Review: Ayelet Lerman + Wade Matthews + Carmel Raz - Growing Carrots In A Concrete Floor
The trio begin by taking that agonising shriek of train brakes – a horrific tangle of high-pitched tones forced forth from clamped metal – and reels it out for eight minutes. Neither friction nor motion give way, and the instruments (violin, viola, synthesis/field recordings) become locked in a miserable state of pre-collapse; grunting and moaning through a laboured death prelude, postponing the moment of release to wallow in the screams of dissonant indecision. Much of Growing Carrots In A Concrete Floor concentrates on this conflict of forces, lingering painfully before the moment of concept to satisfy a perverse fascination with the agonising birth squeeze before it.
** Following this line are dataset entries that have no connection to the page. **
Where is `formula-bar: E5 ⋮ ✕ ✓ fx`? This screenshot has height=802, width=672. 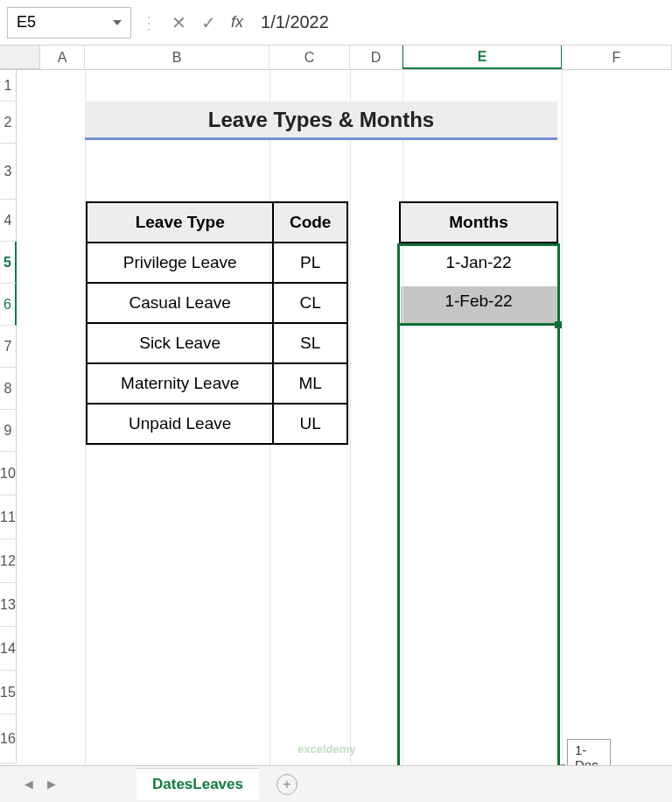 formula-bar: E5 ⋮ ✕ ✓ fx is located at coordinates (336, 23).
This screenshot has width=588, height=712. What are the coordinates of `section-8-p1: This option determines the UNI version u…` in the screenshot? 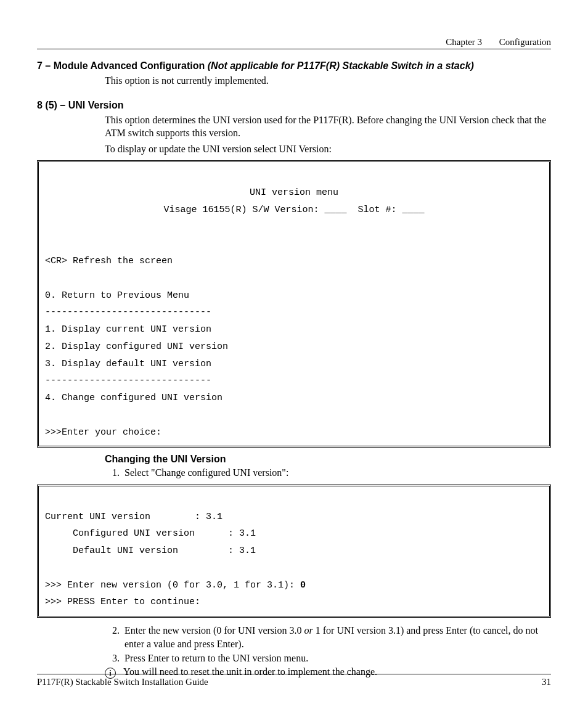 It's located at (328, 127).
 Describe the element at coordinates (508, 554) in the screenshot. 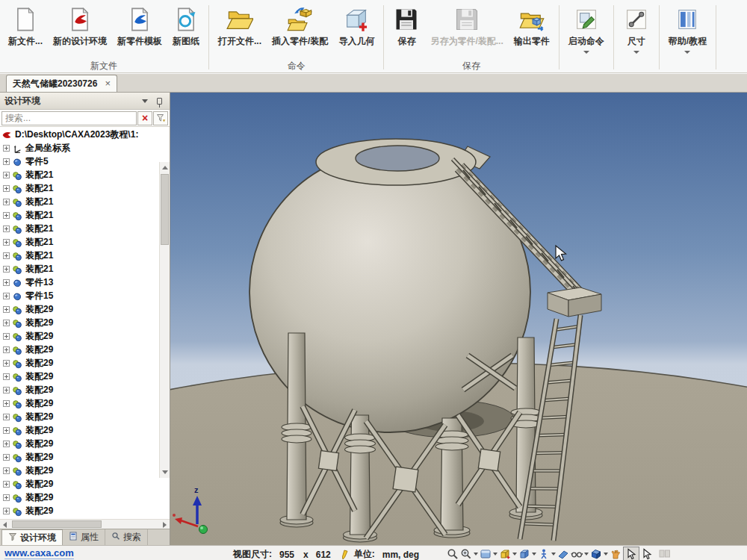

I see `render-mode-icon` at that location.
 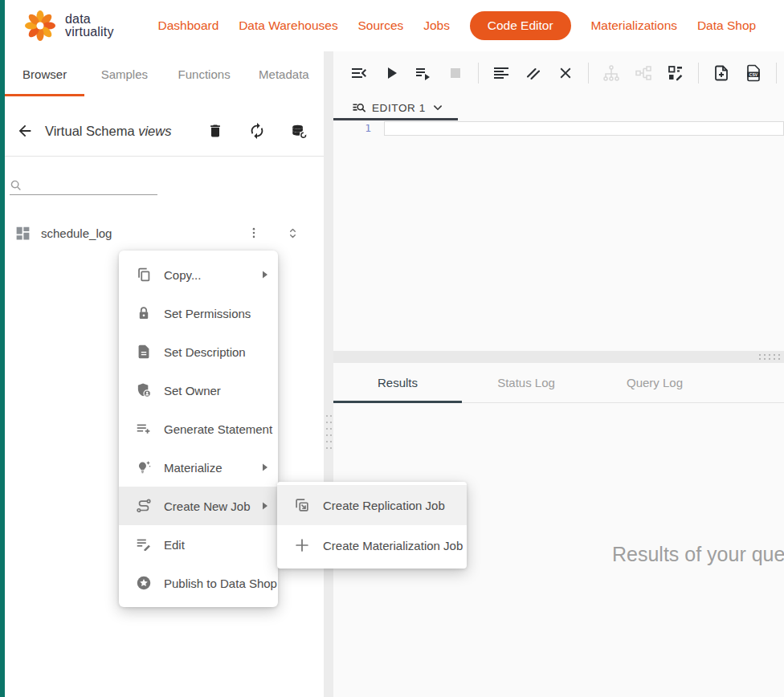 What do you see at coordinates (559, 73) in the screenshot?
I see `editor-toolbar: CSV` at bounding box center [559, 73].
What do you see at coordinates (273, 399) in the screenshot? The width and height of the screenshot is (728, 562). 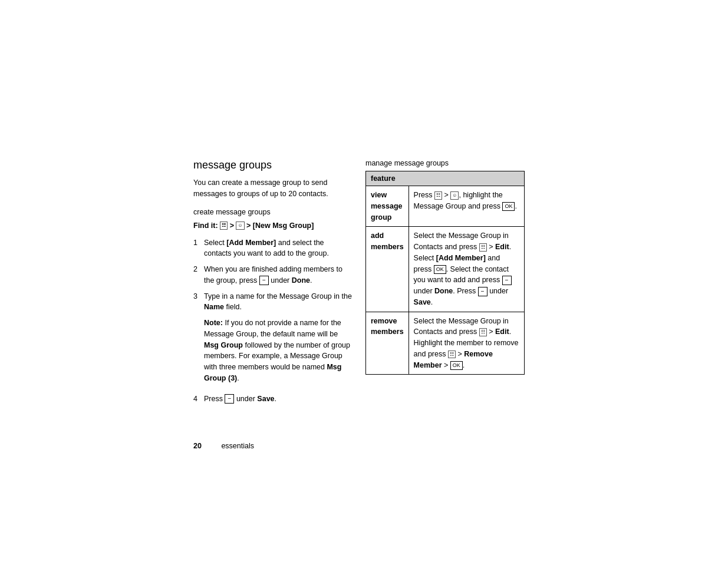 I see `step-4: 4 Press − under Save.` at bounding box center [273, 399].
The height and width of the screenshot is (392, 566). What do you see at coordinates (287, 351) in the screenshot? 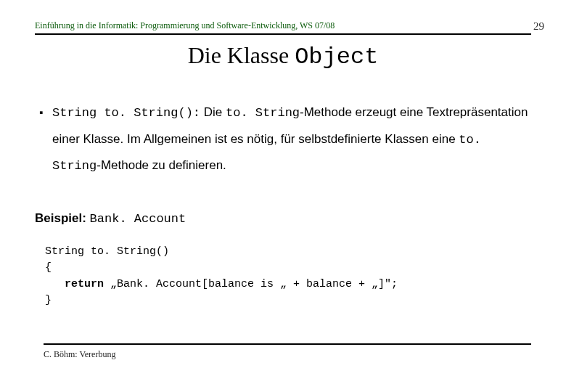
I see `footer: C. Böhm: Vererbung` at bounding box center [287, 351].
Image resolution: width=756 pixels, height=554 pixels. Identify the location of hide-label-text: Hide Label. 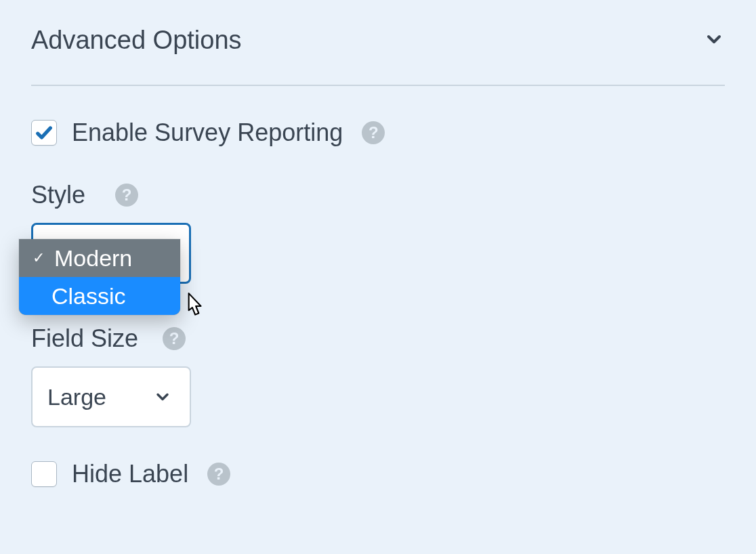
(130, 474).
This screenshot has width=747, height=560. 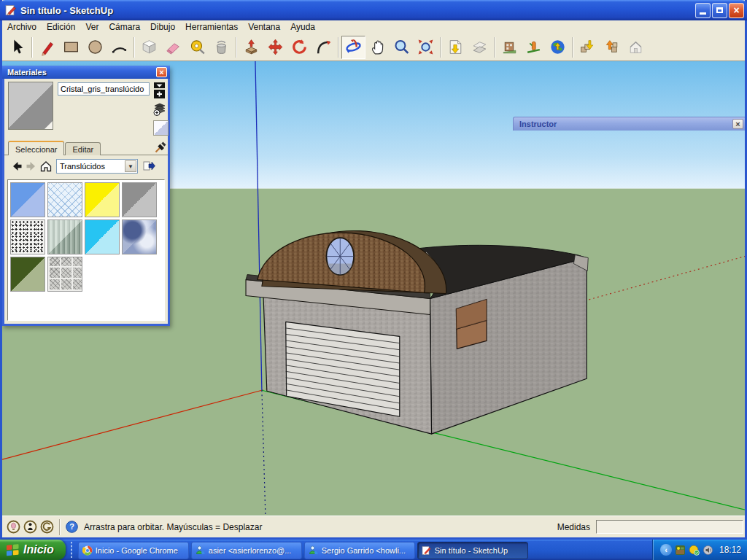 What do you see at coordinates (670, 526) in the screenshot?
I see `measurements-box` at bounding box center [670, 526].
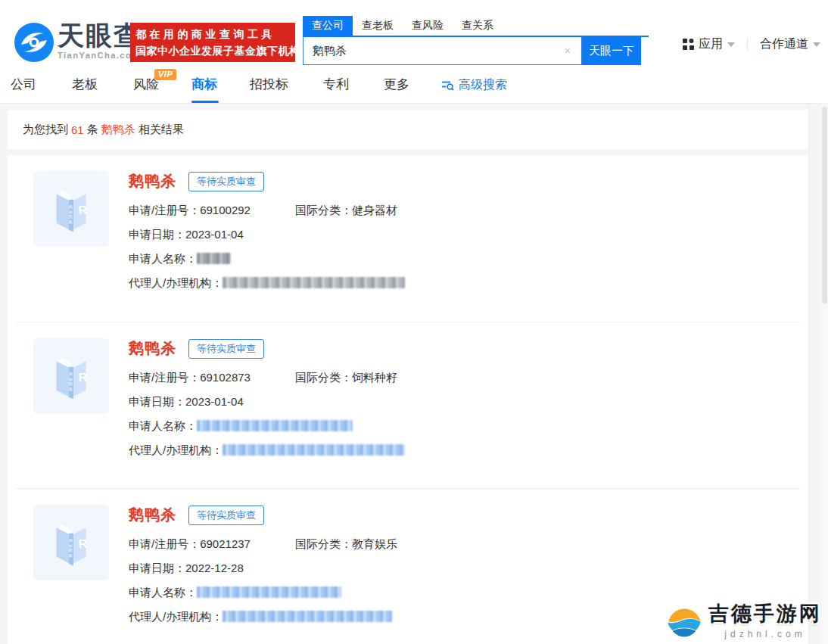 The height and width of the screenshot is (644, 828). What do you see at coordinates (213, 42) in the screenshot?
I see `promo-banner: 都在用的商业查询工具 国家中小企业发展子基金旗下机构` at bounding box center [213, 42].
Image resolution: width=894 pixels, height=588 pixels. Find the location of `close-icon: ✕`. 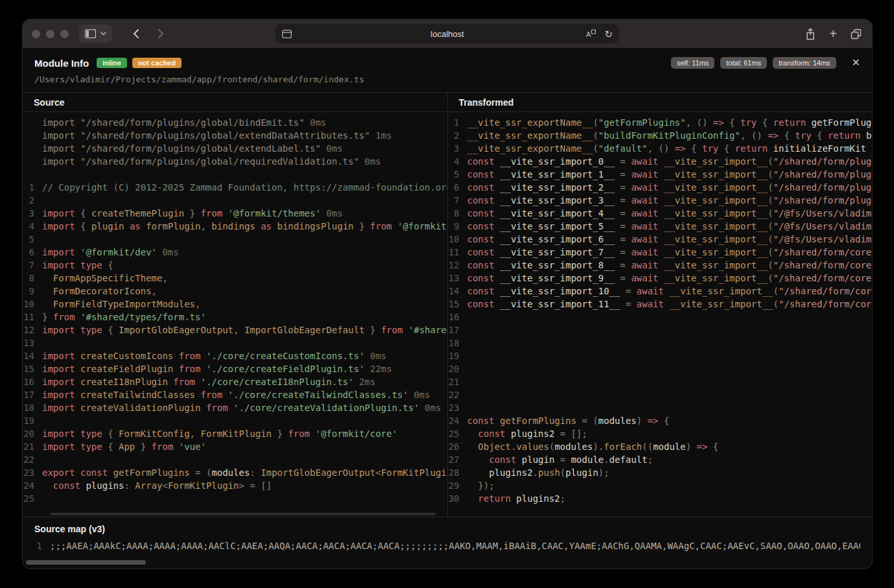

close-icon: ✕ is located at coordinates (856, 63).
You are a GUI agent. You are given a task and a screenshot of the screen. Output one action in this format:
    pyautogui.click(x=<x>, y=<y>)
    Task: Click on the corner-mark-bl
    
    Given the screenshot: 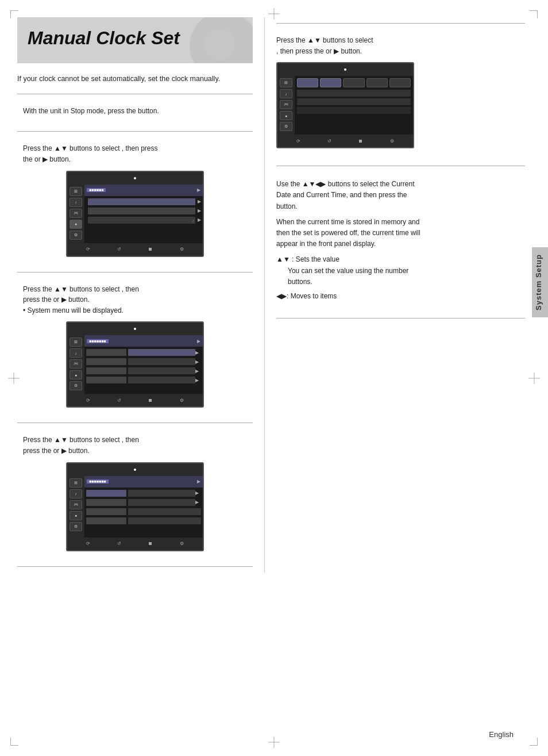 What is the action you would take?
    pyautogui.click(x=14, y=742)
    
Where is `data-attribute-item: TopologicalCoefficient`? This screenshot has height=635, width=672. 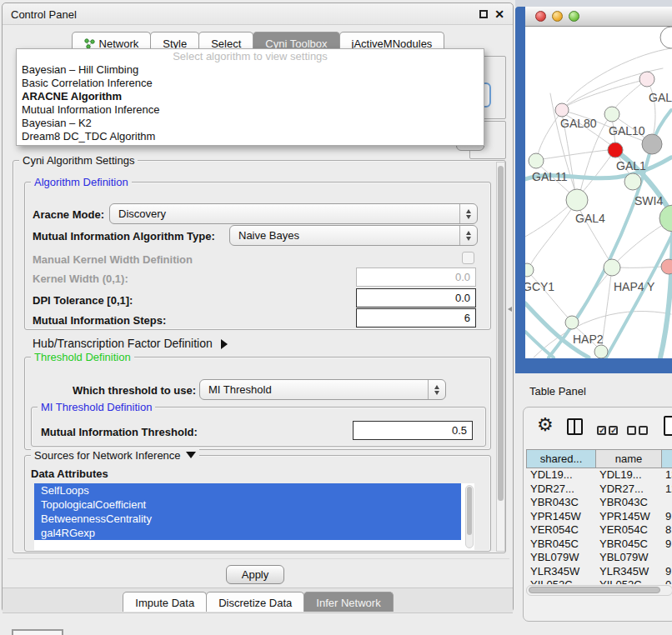 data-attribute-item: TopologicalCoefficient is located at coordinates (248, 505).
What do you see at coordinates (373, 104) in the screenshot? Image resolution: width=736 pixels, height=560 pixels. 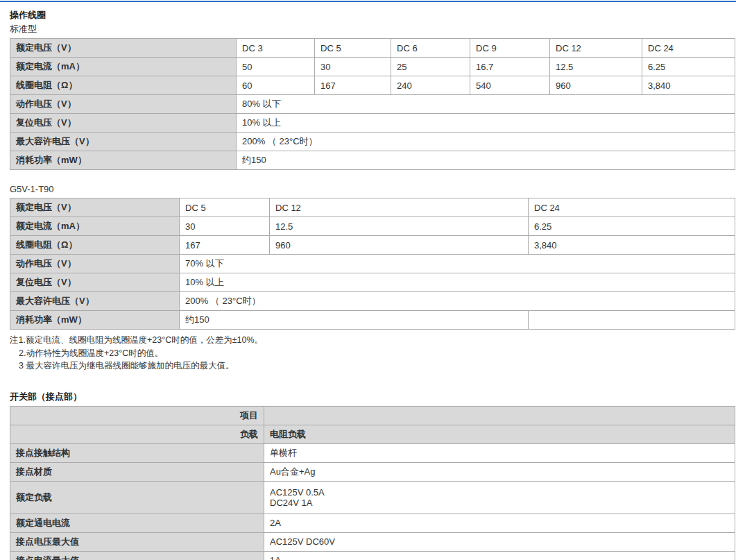 I see `table-row: 动作电压（V） 80% 以下` at bounding box center [373, 104].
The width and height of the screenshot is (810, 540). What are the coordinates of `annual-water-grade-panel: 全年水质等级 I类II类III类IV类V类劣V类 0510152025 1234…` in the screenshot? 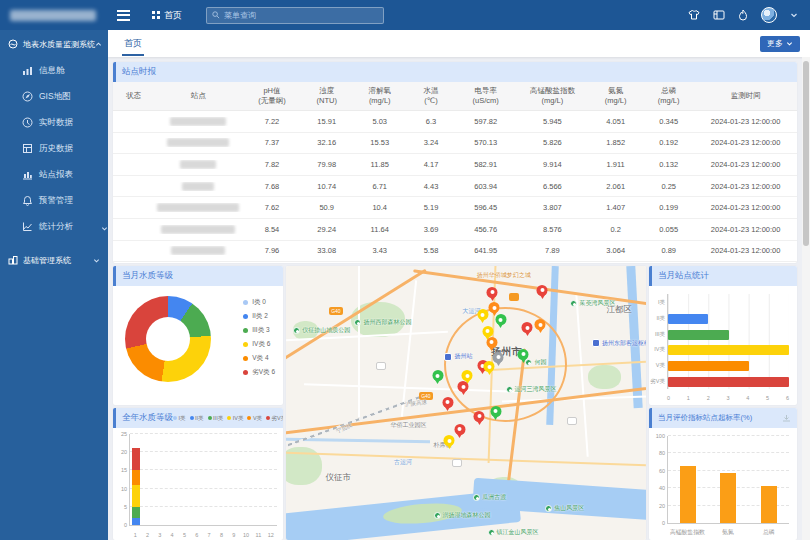 It's located at (198, 474).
Track three pimples with stiff pizzicato, bow creaks and all kinds of wooden thumps and strange watery claps. It’s increasingly restless, and sometimes sounds like a small chick scraping and pounding its way out of an eggshell; intermittent and assertive plucks start to become replaced by a more frantic and impulsive writhing and screaming, like panic spreading virus-like through a state of calm and composed deliberation. Meanwhile, track six slurs and whistles through broken violin/viola voices and invasive human whispers, tailing off on a rustling locked vinyl groove that aptly captures the record’s inescapable abrasion. As the title suggests, the album explores persistence in the face of illogical process, driving ever further into the wrong under the sickening delusion of being absolutely right, thus vibrating in a limbo of ceaseless opposition.